Why this list looks the way it does
Eight of the ten fastest-growing Texas cities are in just three metros: Dallas-Fort Worth, Austin, or Houston. Two (Killeen, Conroe) are exurbs of Houston or central Texas anchored by specific employers (military, oil & gas).
Within DFW, the growth is overwhelmingly Collin and Denton counties — the corporate-relocation belt north of LBJ Freeway. Within Austin, the growth is overwhelmingly the I-35 corridor north and south.

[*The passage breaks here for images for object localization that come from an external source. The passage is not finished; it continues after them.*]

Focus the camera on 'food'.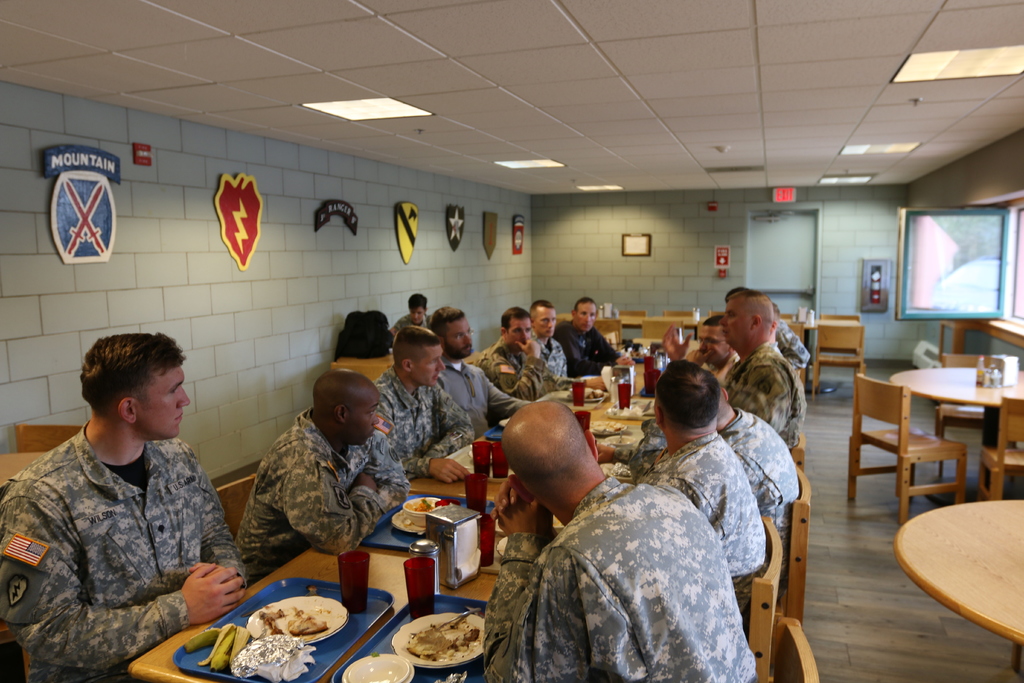
Focus region: 220, 593, 349, 662.
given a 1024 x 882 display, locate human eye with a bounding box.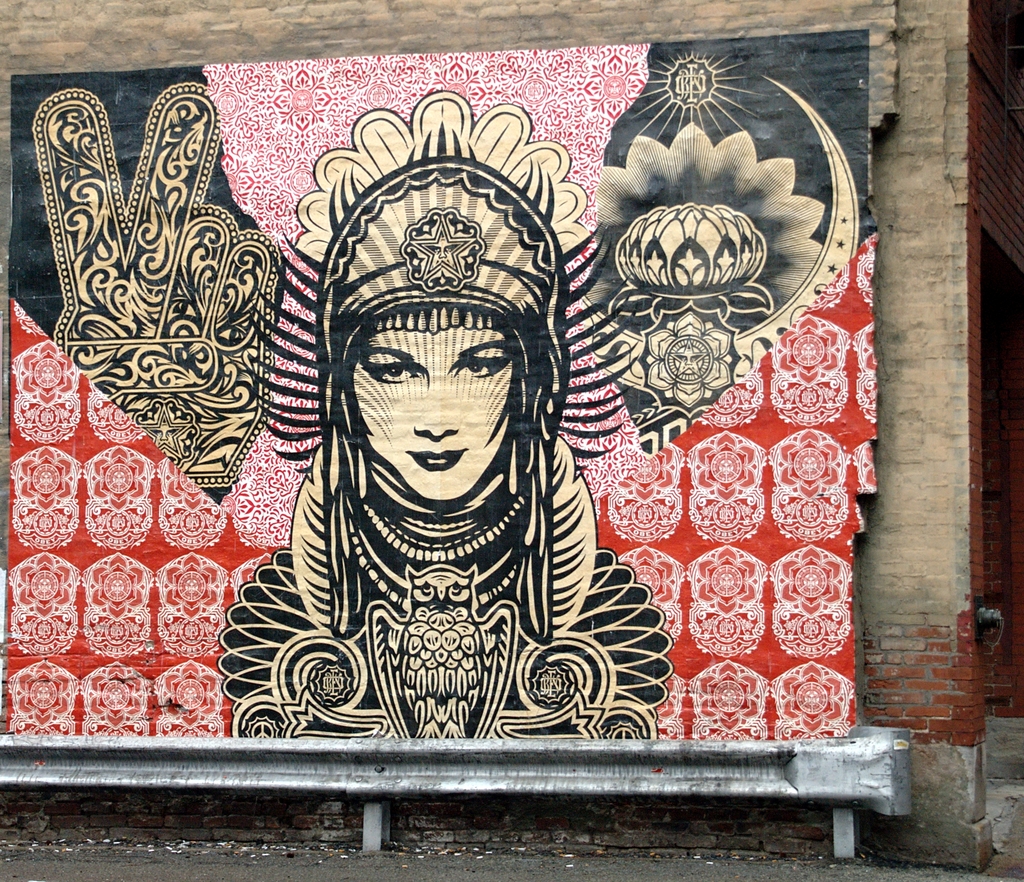
Located: 451 353 513 378.
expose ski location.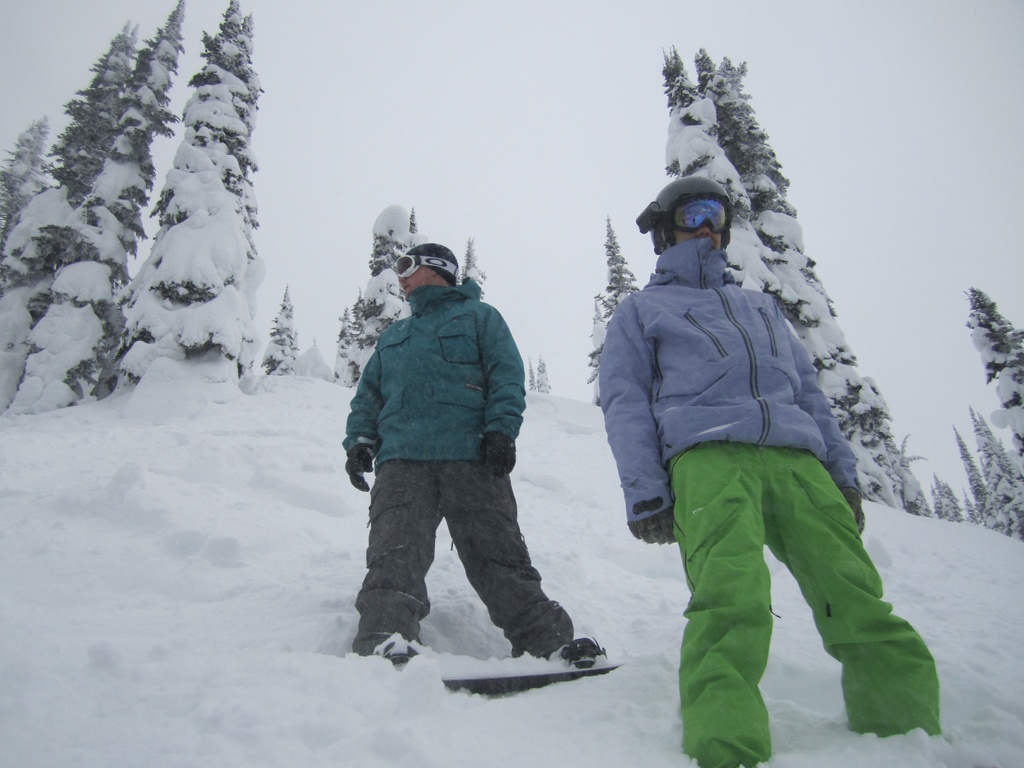
Exposed at 393,637,634,712.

Within Houston, the growth is the I-45 corridor north into Montgomery County and the suburban arc south into Brazoria County.

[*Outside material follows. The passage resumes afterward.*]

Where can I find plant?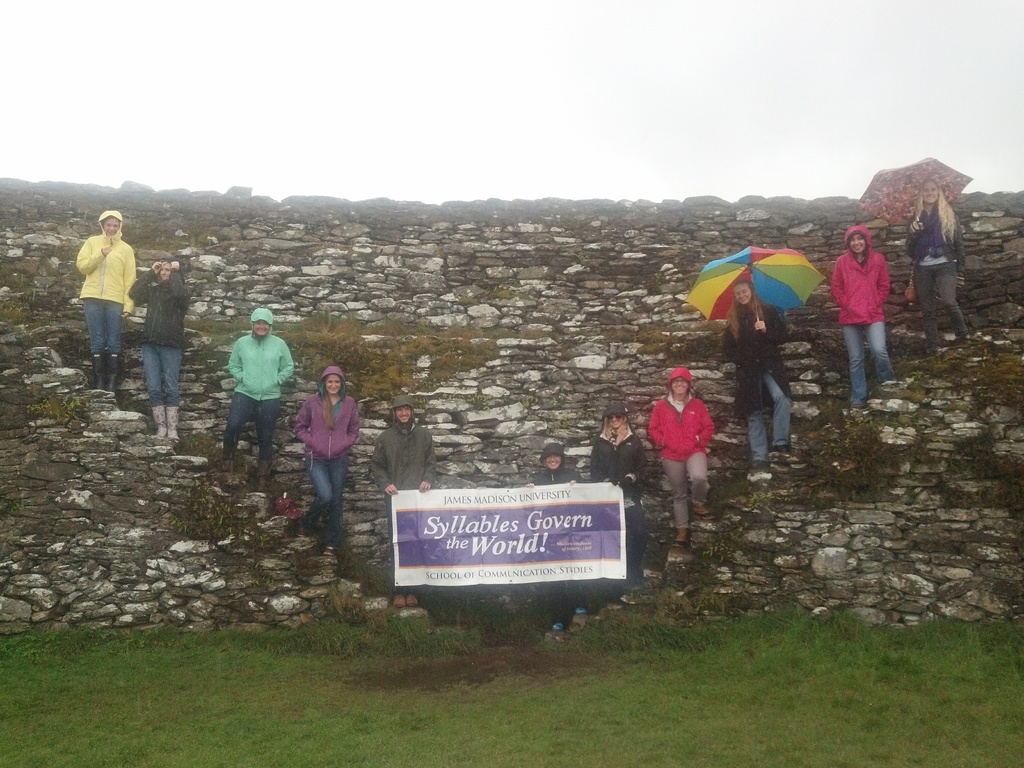
You can find it at region(38, 383, 100, 442).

What rapid growth has done to affordability
These cities are not as cheap as their reputation suggests. Frisco's median home value is now well above $500,000 — closer to a Northeast suburb than to a Sun Belt one. Round Rock and Cedar Park have followed Austin's housing curve almost lockstep. Pearland and McKinney remain meaningfully more affordable.
The lesson: 'fast-growing Texas city' no longer reliably means 'cheap Texas city.' Use our compare tool or ZIP search to put a specific Texas city against your current city before assuming the Texas-affordability story still applies.
Frequently asked
›What is the fastest-growing city in Texas?
By absolute and percentage growth over the last decade, Frisco. McKinney and Round Rock are close behind.
›Which Texas metro is growing fastest?
Dallas-Fort Worth in absolute terms (largest population growth), Austin in percentage terms (largest growth as a share of base population).
›Are these growing cities still affordable?
Less so than they used to be. Frisco, Round Rock and Cedar Park have median home values approaching coastal-suburb levels. McKinney, Pearland and Conroe remain meaningfully more affordable.
›What's driving Texas's population growth?
Three forces: corporate relocations (Toyota, Tesla, Oracle, Charles Schwab and others), inbound migration from California and the Northeast, and natural population increase from a younger-than-average resident base.
More in Population Trends
The Fastest-Growing U.S. States: Population Change in the ACS5 Era
Census population estimates show a clear story: the South and Mountain West gained, the Midwest and Northeast stagnated. Here's the data, and why it matters.
Median Age by U.S. State: The Demographic Map of America
Maine and Florida are the oldest states. Utah is by far the youngest. Median age is one of the cleanest single signals of a state's demographic future.
The 25 Fastest-Growing ZIP Codes in the United States (2026)
Based on Census ACS5 population estimates, we identify the 25 fastest-growing ZIP codes in the country — and the structural drivers (jobs, housing supply, climate) behind each one.